Of course not illegal. When filled out with the official unredaction font [0], time stamped by the Ministry of Information, and delivered in triplicate, personally to Interrogation within 46 hours.
this tool coming out on the heels of the DOJ releasing a trove of redacted documents doesn't come across as coincidental to me. let's think about this for a bit longer from that idea of using this on legal evidence...why would doctoring a legal document be prohibited?
Generally there is nothing illegal about altering a legal document, or even a strict definition of what counts as a legal document. Under some circumstances it could be illegal to alter a document and use that for fraud, or submit an altered document to a court or government agency. If the doctoring falsely defames someone then you could also open yourself up to a civil suit.
Perhaps I misunderstand what "sue" includes in US jurisdictions but prohibition in this context ought to be criminalisation, i.e. something that happens in the relation between the individual and the state, and to me 'suing' is something that happens in a relation between individuals.
For all we know, Epstein could have punished Trump and made him write "I'm a little bitch boy" 2,000 times and it took up 119 pages so every line got redacted. /madlibs
Because to me it seems like altering and disseminating a document would be under 1st amendment protection, unless combined with some action that e.g. causes someone else harm or tricks the state into doing something it should not do or something.
I guess you mean offical legal documents or something, but your sentence doesn't say that or mention those so it comes across in a very confusing way (it implies that using Word is illegal because every time you type something you alter your document)
why unredact, rather than just edit the pdf to remove the redaction box and insert whatever you want? presumably you'd want a viewer to see that you modified a redaction, but why?
The point is you can perform a box dimension attack.
If you have a known input, you can match all outputs.
Example: Document that DOJ took down and reuploaded that redacted Trump's name when it was previously available. They used the same size boxes in each location.
You cannot do this with handwriting, but fonts have known widths.
Yes, this is at best a project for trolling, and it is getting voted on because people naively think it has some useful applications regarding the Epstein documents. It does not.
I see another similar comment, but I have an explicit question. Does the following from the README hold any water at all, legally?
> I am not responsible for your use of this tool. ... By using this tool you claim all legal liability for any documents you create with it.
Without a detailed and carefully worded license, does this confer any protection whatsoever?
Having asked that, I'm not sure what protection would be needed. Could a victim of abuse of this tool (or similar) seek some sort of take-down of the tool? It seems unlikely but I'm curious about the scenario.
In some redacted documents, there is even an alphabetical word index at the end with a list of pages on which the words appear.
The redacted words are also redacted in the word index, but the alphabetically preceding and succeeding words are visible, as is the number of index lines taken up by the redacted word's entry, which correlates with the number of appearances of that word.
This seems like rather useful information to constrain a search by such a tool.
I was thinking something similar. I wonder if the font uses kerning, and you know the rendering engine and the algorithm for how the text was blocked, if you can get exact text back even. Or, at a minimum, rule out words based on the available information. Not a field I am familiar with but I bet there are a lot of ways to uncover the redacted values.
This is the government. The documents are faxed/photo-copied/etc etc. They are a bunch of random docs from random sources and the original creators never thought 'This will be redacted'. They just fired up word and started typing.
Does it even matter? The kind of people who see stuff like this and are still fine with it are likely fine with anything else thats discovered as well.
what exactly does this mean? misrepresenting the altered document as unaltered?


_EXERCISE OBJECTIVE_
Among the entries below, copy every line that carries the word "Gallup".

_SUPPLIED RECORDS_
= = =

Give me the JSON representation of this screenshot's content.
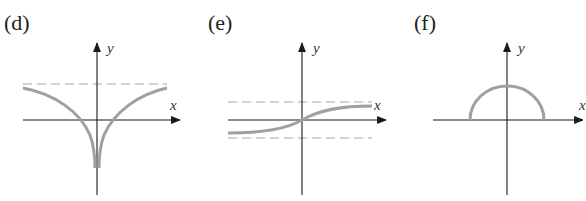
{
  "panels": [
    {
      "id": "d",
      "label": "(d)",
      "x_axis_label": "x",
      "y_axis_label": "y",
      "description": "Even function with vertical cusp going to negative infinity at x=0, approaching horizontal asymptote from below as |x| grows",
      "asymptotes": [
        "horizontal dashed line above x-axis"
      ]
    },
    {
      "id": "e",
      "label": "(e)",
      "x_axis_label": "x",
      "y_axis_label": "y",
      "description": "Increasing odd sigmoid-shaped function through origin, bounded between two horizontal dashed asymptotes",
      "asymptotes": [
        "horizontal dashed line above x-axis",
        "horizontal dashed line below x-axis"
      ]
    },
    {
      "id": "f",
      "label": "(f)",
      "x_axis_label": "x",
      "y_axis_label": "y",
      "description": "Upper semicircle centered at origin resting on x-axis",
      "asymptotes": []
    }
  ],
  "colors": {
    "axis": "#1a1a1a",
    "curve": "#a0a0a0",
    "dashed": "#a8a8a8",
    "text": "#222222"
  }
}
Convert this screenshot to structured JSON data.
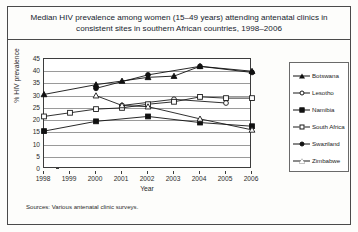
{
  "figure": {
    "title": "Median HIV prevalence among women (15–49 years) attending antenatal clinics in consistent sites in southern African countries, 1998–2006",
    "source_note": "Sources: Various antenatal clinic surveys."
  },
  "chart_data": {
    "type": "line",
    "title": "Median HIV prevalence among women (15–49 years) attending antenatal clinics in consistent sites in southern African countries, 1998–2006",
    "xlabel": "Year",
    "ylabel": "% HIV prevalence",
    "x": [
      1998,
      1999,
      2000,
      2001,
      2002,
      2003,
      2004,
      2005,
      2006
    ],
    "xtick_labels": [
      "1998",
      "1999",
      "2000",
      "2001",
      "2002",
      "2003",
      "2004",
      "2005",
      "2006"
    ],
    "ytick_labels": [
      "0",
      "5",
      "10",
      "15",
      "20",
      "25",
      "30",
      "35",
      "40",
      "45"
    ],
    "yticks": [
      0,
      5,
      10,
      15,
      20,
      25,
      30,
      35,
      40,
      45
    ],
    "ylim": [
      0,
      45
    ],
    "xlim": [
      1998,
      2006
    ],
    "grid": "horizontal",
    "legend_position": "right",
    "series": [
      {
        "name": "Botswana",
        "marker": "triangle-filled",
        "line": "solid",
        "color": "#111111",
        "points": [
          {
            "x": 1998,
            "y": 30.5
          },
          {
            "x": 2000,
            "y": 34.5
          },
          {
            "x": 2001,
            "y": 36.0
          },
          {
            "x": 2002,
            "y": 37.5
          },
          {
            "x": 2003,
            "y": 38.0
          },
          {
            "x": 2004,
            "y": 42.0
          },
          {
            "x": 2006,
            "y": 40.0
          }
        ]
      },
      {
        "name": "Lesotho",
        "marker": "circle-open",
        "line": "solid",
        "color": "#1a1a1a",
        "points": [
          {
            "x": 2001,
            "y": 26.0
          },
          {
            "x": 2003,
            "y": 28.5
          },
          {
            "x": 2005,
            "y": 27.0
          }
        ]
      },
      {
        "name": "Namibia",
        "marker": "square-filled",
        "line": "solid",
        "color": "#111111",
        "points": [
          {
            "x": 1998,
            "y": 15.5
          },
          {
            "x": 2000,
            "y": 19.5
          },
          {
            "x": 2002,
            "y": 21.5
          },
          {
            "x": 2004,
            "y": 19.0
          },
          {
            "x": 2006,
            "y": 17.5
          }
        ]
      },
      {
        "name": "South Africa",
        "marker": "square-open",
        "line": "solid",
        "color": "#1a1a1a",
        "points": [
          {
            "x": 1998,
            "y": 21.5
          },
          {
            "x": 1999,
            "y": 23.0
          },
          {
            "x": 2000,
            "y": 24.5
          },
          {
            "x": 2001,
            "y": 25.0
          },
          {
            "x": 2002,
            "y": 26.5
          },
          {
            "x": 2003,
            "y": 27.5
          },
          {
            "x": 2004,
            "y": 29.5
          },
          {
            "x": 2005,
            "y": 29.0
          },
          {
            "x": 2006,
            "y": 29.0
          }
        ]
      },
      {
        "name": "Swaziland",
        "marker": "circle-filled",
        "line": "solid",
        "color": "#111111",
        "points": [
          {
            "x": 2000,
            "y": 33.0
          },
          {
            "x": 2002,
            "y": 38.5
          },
          {
            "x": 2004,
            "y": 42.0
          },
          {
            "x": 2006,
            "y": 39.5
          }
        ]
      },
      {
        "name": "Zimbabwe",
        "marker": "triangle-open",
        "line": "solid",
        "color": "#1a1a1a",
        "points": [
          {
            "x": 2000,
            "y": 30.0
          },
          {
            "x": 2001,
            "y": 26.0
          },
          {
            "x": 2002,
            "y": 25.5
          },
          {
            "x": 2004,
            "y": 20.5
          },
          {
            "x": 2006,
            "y": 16.0
          }
        ]
      }
    ]
  }
}
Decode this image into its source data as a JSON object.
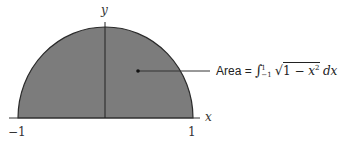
{
  "diagram": {
    "type": "semicircle-area",
    "colors": {
      "fill": "#7c7c7c",
      "stroke": "#2a2a2a",
      "axis": "#333333",
      "background": "#ffffff"
    },
    "axes": {
      "x_label": "x",
      "y_label": "y",
      "x_tick_left": "−1",
      "x_tick_right": "1"
    },
    "annotation": {
      "area_word": "Area",
      "equals": "=",
      "integral_sign": "∫",
      "upper_limit": "1",
      "lower_limit": "−1",
      "sqrt_sign": "√",
      "radicand_prefix": "1 − ",
      "radicand_var": "x",
      "radicand_exp": "2",
      "differential": "dx",
      "full_text": "Area = ∫_{-1}^{1} √(1 − x²) dx"
    }
  }
}
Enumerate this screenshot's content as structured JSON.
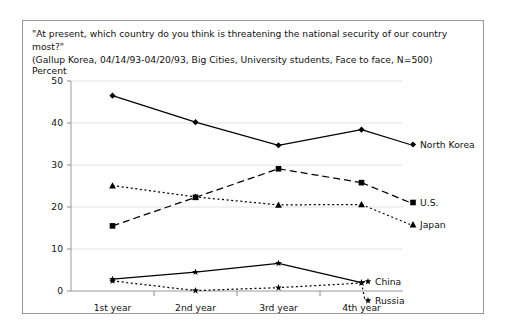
{
  "figure": {
    "question": "\"At present, which country do you think is threatening the national security of our country most?\"",
    "source": "(Gallup Korea, 04/14/93-04/20/93, Big Cities, University students, Face to face, N=500)",
    "unit_label": "Percent"
  },
  "chart_data": {
    "type": "line",
    "title": "\"At present, which country do you think is threatening the national security of our country most?\"",
    "subtitle": "(Gallup Korea, 04/14/93-04/20/93, Big Cities, University students, Face to face, N=500)",
    "xlabel": "",
    "ylabel": "Percent",
    "ylim": [
      0,
      50
    ],
    "yticks": [
      0,
      10,
      20,
      30,
      40,
      50
    ],
    "ytick_labels": [
      "0",
      "10",
      "20",
      "30",
      "40",
      "50"
    ],
    "grid": true,
    "legend_position": "right-inline",
    "categories": [
      "1st year",
      "2nd year",
      "3rd year",
      "4th year"
    ],
    "series": [
      {
        "name": "North Korea",
        "values": [
          46.5,
          40.2,
          34.7,
          38.4
        ],
        "marker": "diamond",
        "line_style": "solid",
        "color": "#000000",
        "label_x": 397,
        "label_y": 127
      },
      {
        "name": "U.S.",
        "values": [
          15.5,
          22.3,
          29.1,
          25.8
        ],
        "marker": "square",
        "line_style": "dashed",
        "color": "#000000",
        "label_x": 397,
        "label_y": 185
      },
      {
        "name": "Japan",
        "values": [
          25.1,
          22.4,
          20.5,
          20.6
        ],
        "marker": "triangle",
        "line_style": "dotted",
        "color": "#000000",
        "label_x": 397,
        "label_y": 207
      },
      {
        "name": "China",
        "values": [
          2.8,
          4.5,
          6.6,
          2.0
        ],
        "marker": "star",
        "line_style": "solid",
        "color": "#000000",
        "label_x": 352,
        "label_y": 264
      },
      {
        "name": "Russia",
        "values": [
          2.4,
          0.1,
          0.8,
          1.9
        ],
        "marker": "star",
        "line_style": "dotted",
        "color": "#000000",
        "label_x": 352,
        "label_y": 283
      }
    ]
  }
}
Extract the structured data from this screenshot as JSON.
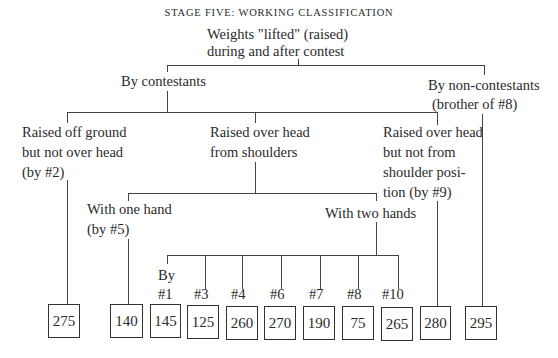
{
  "title": "STAGE FIVE: WORKING CLASSIFICATION",
  "root": {
    "line1": "Weights \"lifted\" (raised)",
    "line2": "during and after contest"
  },
  "level2": {
    "contestants": "By contestants",
    "non_contestants": {
      "line1": "By non-contestants",
      "line2": "(brother of #8)"
    }
  },
  "level3": {
    "off_ground": {
      "line1": "Raised off ground",
      "line2": "but not over head",
      "line3": "(by #2)"
    },
    "over_head_shoulders": {
      "line1": "Raised over head",
      "line2": "from shoulders"
    },
    "over_head_not_shoulders": {
      "line1": "Raised over head",
      "line2": "but not from",
      "line3": "shoulder posi-",
      "line4": "tion (by #9)"
    }
  },
  "level4": {
    "one_hand": {
      "line1": "With one hand",
      "line2": "(by #5)"
    },
    "two_hands": "With two hands"
  },
  "two_hand_contestants": {
    "by_label": "By",
    "items": [
      {
        "label": "#1",
        "weight": "145"
      },
      {
        "label": "#3",
        "weight": "125"
      },
      {
        "label": "#4",
        "weight": "260"
      },
      {
        "label": "#6",
        "weight": "270"
      },
      {
        "label": "#7",
        "weight": "190"
      },
      {
        "label": "#8",
        "weight": "75"
      },
      {
        "label": "#10",
        "weight": "265"
      }
    ]
  },
  "leaf_weights": {
    "off_ground": "275",
    "one_hand": "140",
    "not_from_shoulders": "280",
    "non_contestants": "295"
  }
}
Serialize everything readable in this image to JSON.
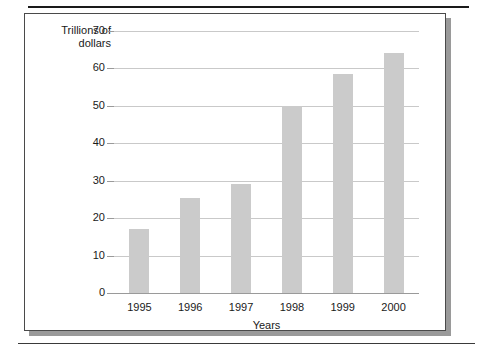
{
  "figure": {
    "frame_border_color": "#4a4a4a",
    "shadow_color": "#9a9a9a",
    "background": "#ffffff"
  },
  "chart_data": {
    "type": "bar",
    "title": "",
    "subtitle": "",
    "categories": [
      "1995",
      "1996",
      "1997",
      "1998",
      "1999",
      "2000"
    ],
    "values": [
      17,
      25.5,
      29,
      50,
      58.5,
      64
    ],
    "series": [
      {
        "name": "Trillions of dollars",
        "values": [
          17,
          25.5,
          29,
          50,
          58.5,
          64
        ]
      }
    ],
    "xlabel": "Years",
    "ylabel": "Trillions of\ndollars",
    "ylabel_line1": "Trillions of",
    "ylabel_line2": "dollars",
    "ylim": [
      0,
      70
    ],
    "yticks": [
      0,
      10,
      20,
      30,
      40,
      50,
      60,
      70
    ],
    "ytick_labels": [
      "0",
      "10",
      "20",
      "30",
      "40",
      "50",
      "60",
      "70"
    ],
    "grid": true,
    "grid_axis": "y",
    "grid_color": "#c9c9c9",
    "bar_color": "#cbcbcb",
    "axis_color": "#9a9a9a",
    "legend": false,
    "legend_position": "none",
    "annotations": []
  }
}
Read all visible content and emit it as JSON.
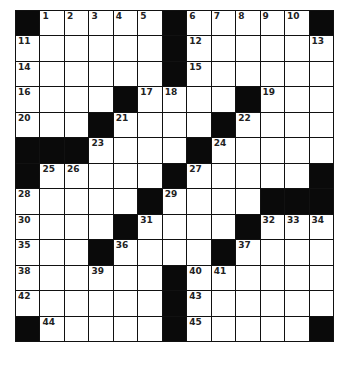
{
  "puzzle": {
    "rows": 13,
    "cols": 13,
    "colors": {
      "block": "#0a0a0a",
      "cell": "#ffffff",
      "line": "#111111"
    },
    "grid": [
      [
        "#",
        "1",
        "2",
        "3",
        "4",
        "5",
        "#",
        "6",
        "7",
        "8",
        "9",
        "10",
        "#"
      ],
      [
        "11",
        "",
        "",
        "",
        "",
        "",
        "#",
        "12",
        "",
        "",
        "",
        "",
        "13"
      ],
      [
        "14",
        "",
        "",
        "",
        "",
        "",
        "#",
        "15",
        "",
        "",
        "",
        "",
        ""
      ],
      [
        "16",
        "",
        "",
        "",
        "#",
        "17",
        "18",
        "",
        "",
        "#",
        "19",
        "",
        ""
      ],
      [
        "20",
        "",
        "",
        "#",
        "21",
        "",
        "",
        "",
        "#",
        "22",
        "",
        "",
        ""
      ],
      [
        "#",
        "#",
        "#",
        "23",
        "",
        "",
        "",
        "#",
        "24",
        "",
        "",
        "",
        ""
      ],
      [
        "#",
        "25",
        "26",
        "",
        "",
        "",
        "#",
        "27",
        "",
        "",
        "",
        "",
        "#"
      ],
      [
        "28",
        "",
        "",
        "",
        "",
        "#",
        "29",
        "",
        "",
        "",
        "#",
        "#",
        "#"
      ],
      [
        "30",
        "",
        "",
        "",
        "#",
        "31",
        "",
        "",
        "",
        "#",
        "32",
        "33",
        "34"
      ],
      [
        "35",
        "",
        "",
        "#",
        "36",
        "",
        "",
        "",
        "#",
        "37",
        "",
        "",
        ""
      ],
      [
        "38",
        "",
        "",
        "39",
        "",
        "",
        "#",
        "40",
        "41",
        "",
        "",
        "",
        ""
      ],
      [
        "42",
        "",
        "",
        "",
        "",
        "",
        "#",
        "43",
        "",
        "",
        "",
        "",
        ""
      ],
      [
        "#",
        "44",
        "",
        "",
        "",
        "",
        "#",
        "45",
        "",
        "",
        "",
        "",
        "#"
      ]
    ]
  }
}
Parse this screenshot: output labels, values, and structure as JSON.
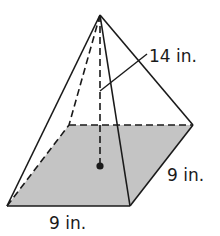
{
  "figure": {
    "type": "square pyramid",
    "labels": {
      "height": "14 in.",
      "base_side_right": "9 in.",
      "base_side_front": "9 in."
    },
    "colors": {
      "line": "#1a1a1a",
      "base_fill": "#c4c4c4",
      "background": "#ffffff"
    }
  }
}
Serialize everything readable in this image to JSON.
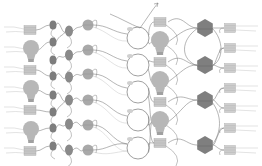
{
  "diagram": {
    "width": 262,
    "height": 166,
    "colors": {
      "background": "#ffffff",
      "line": "#6f6f6f",
      "line_light": "#bdbdbd",
      "square_fill": "#c9c9c9",
      "square_stroke": "#a8a8a8",
      "bulb_fill": "#b7b7b7",
      "bulb_base": "#a0a0a0",
      "dark_oval": "#7d7d7d",
      "mid_oval": "#8a8a8a",
      "light_circle": "#a9a9a9",
      "outline_circle": "#777777",
      "hexagon": "#7f7f7f",
      "right_square": "#cfcfcf"
    },
    "columns": {
      "left_squares": [
        {
          "x": 30,
          "y": 30
        },
        {
          "x": 30,
          "y": 70
        },
        {
          "x": 30,
          "y": 110
        },
        {
          "x": 30,
          "y": 151
        }
      ],
      "left_bulbs": [
        {
          "x": 31,
          "y": 50
        },
        {
          "x": 31,
          "y": 90
        },
        {
          "x": 31,
          "y": 131
        }
      ],
      "small_ovals": [
        {
          "x": 53,
          "y": 25
        },
        {
          "x": 53,
          "y": 42
        },
        {
          "x": 53,
          "y": 60
        },
        {
          "x": 53,
          "y": 76
        },
        {
          "x": 53,
          "y": 95
        },
        {
          "x": 53,
          "y": 112
        },
        {
          "x": 53,
          "y": 128
        },
        {
          "x": 53,
          "y": 146
        }
      ],
      "mid_ovals": [
        {
          "x": 69,
          "y": 31
        },
        {
          "x": 69,
          "y": 55
        },
        {
          "x": 69,
          "y": 77
        },
        {
          "x": 69,
          "y": 100
        },
        {
          "x": 69,
          "y": 124
        },
        {
          "x": 69,
          "y": 150
        }
      ],
      "light_circles": [
        {
          "x": 88,
          "y": 25
        },
        {
          "x": 88,
          "y": 50
        },
        {
          "x": 88,
          "y": 74
        },
        {
          "x": 88,
          "y": 100
        },
        {
          "x": 88,
          "y": 125
        },
        {
          "x": 88,
          "y": 150
        }
      ],
      "outline_circles": [
        {
          "x": 138,
          "y": 38
        },
        {
          "x": 138,
          "y": 65
        },
        {
          "x": 138,
          "y": 92
        },
        {
          "x": 138,
          "y": 120
        },
        {
          "x": 138,
          "y": 148
        }
      ],
      "center_squares": [
        {
          "x": 160,
          "y": 22
        },
        {
          "x": 160,
          "y": 62
        },
        {
          "x": 160,
          "y": 102
        },
        {
          "x": 160,
          "y": 143
        }
      ],
      "center_bulbs": [
        {
          "x": 160,
          "y": 42
        },
        {
          "x": 160,
          "y": 82
        },
        {
          "x": 160,
          "y": 122
        }
      ],
      "hexagons": [
        {
          "x": 205,
          "y": 28
        },
        {
          "x": 205,
          "y": 65
        },
        {
          "x": 205,
          "y": 100
        },
        {
          "x": 205,
          "y": 145
        }
      ],
      "right_squares": [
        {
          "x": 230,
          "y": 28
        },
        {
          "x": 230,
          "y": 48
        },
        {
          "x": 230,
          "y": 68
        },
        {
          "x": 230,
          "y": 88
        },
        {
          "x": 230,
          "y": 108
        },
        {
          "x": 230,
          "y": 128
        },
        {
          "x": 230,
          "y": 150
        }
      ]
    }
  }
}
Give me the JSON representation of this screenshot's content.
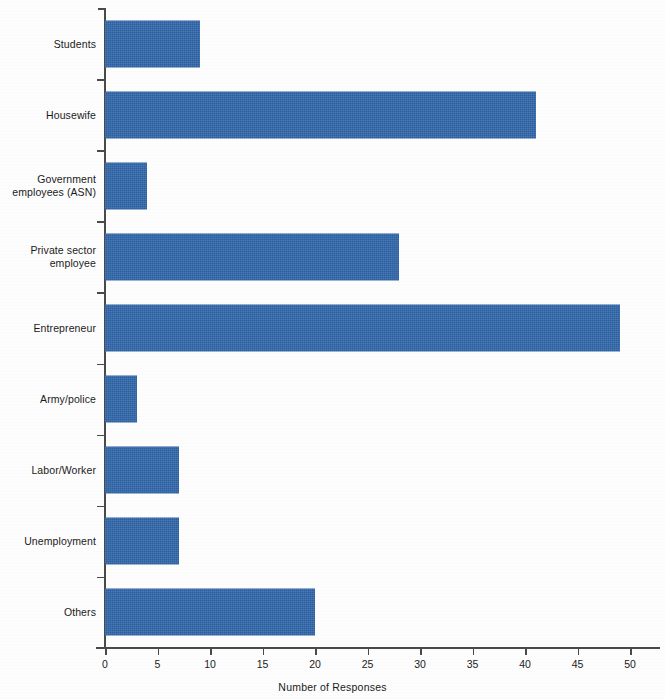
{
  "chart_data": {
    "type": "bar",
    "orientation": "horizontal",
    "title": "",
    "xlabel": "Number of Responses",
    "ylabel": "",
    "categories": [
      "Students",
      "Housewife",
      "Government employees (ASN)",
      "Private sector employee",
      "Entrepreneur",
      "Army/police",
      "Labor/Worker",
      "Unemployment",
      "Others"
    ],
    "category_lines": [
      [
        "Students"
      ],
      [
        "Housewife"
      ],
      [
        "Government",
        "employees (ASN)"
      ],
      [
        "Private sector",
        "employee"
      ],
      [
        "Entrepreneur"
      ],
      [
        "Army/police"
      ],
      [
        "Labor/Worker"
      ],
      [
        "Unemployment"
      ],
      [
        "Others"
      ]
    ],
    "values": [
      9,
      41,
      4,
      28,
      49,
      3,
      7,
      7,
      20
    ],
    "xlim": [
      0,
      50
    ],
    "xticks": [
      0,
      5,
      10,
      15,
      20,
      25,
      30,
      35,
      40,
      45,
      50
    ],
    "xtick_labels": [
      "0",
      "5",
      "10",
      "15",
      "20",
      "25",
      "30",
      "35",
      "40",
      "45",
      "50"
    ],
    "grid": false,
    "legend": null,
    "bar_color": "#3268ac",
    "axis_color": "#4a4a4a",
    "background_color": "#ffffff"
  }
}
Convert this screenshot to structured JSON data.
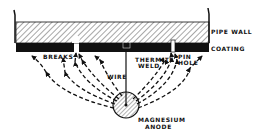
{
  "diagram": {
    "labels": {
      "pipe_wall": "PIPE WALL",
      "coating": "COATING",
      "breaks": "BREAKS",
      "thermite_weld_1": "THERMITE",
      "thermite_weld_2": "WELD",
      "pin_hole_1": "PIN",
      "pin_hole_2": "HOLE",
      "wire": "WIRE",
      "anode_1": "MAGNESIUM",
      "anode_2": "ANODE"
    },
    "colors": {
      "ink": "#111111",
      "background": "#ffffff"
    }
  }
}
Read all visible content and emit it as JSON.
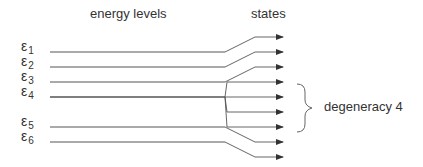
{
  "diagram": {
    "headers": {
      "levels": "energy levels",
      "states": "states"
    },
    "levels": [
      {
        "symbol": "ε",
        "index": "1",
        "y": 52,
        "fan_to": [
          37
        ]
      },
      {
        "symbol": "ε",
        "index": "2",
        "y": 67,
        "fan_to": [
          52
        ]
      },
      {
        "symbol": "ε",
        "index": "3",
        "y": 82,
        "fan_to": [
          67
        ]
      },
      {
        "symbol": "ε",
        "index": "4",
        "y": 97,
        "fan_to": [
          82,
          97,
          112,
          127
        ]
      },
      {
        "symbol": "ε",
        "index": "5",
        "y": 127,
        "fan_to": [
          142
        ]
      },
      {
        "symbol": "ε",
        "index": "6",
        "y": 142,
        "fan_to": [
          157
        ]
      }
    ],
    "degeneracy_label": "degeneracy 4",
    "colors": {
      "line": "#555555",
      "text": "#333333"
    }
  }
}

= = =

_OUTPUT FOR THIS EXERCISE_
    "source": "(Gallup Korea, 04/14/93-04/20/93, Big Cities, University students, Face to face, N=500)",
    "subtitle": "(Gallup Korea, 04/14/93-04/20/93, Big Cities, University students, Face to face, N=500)",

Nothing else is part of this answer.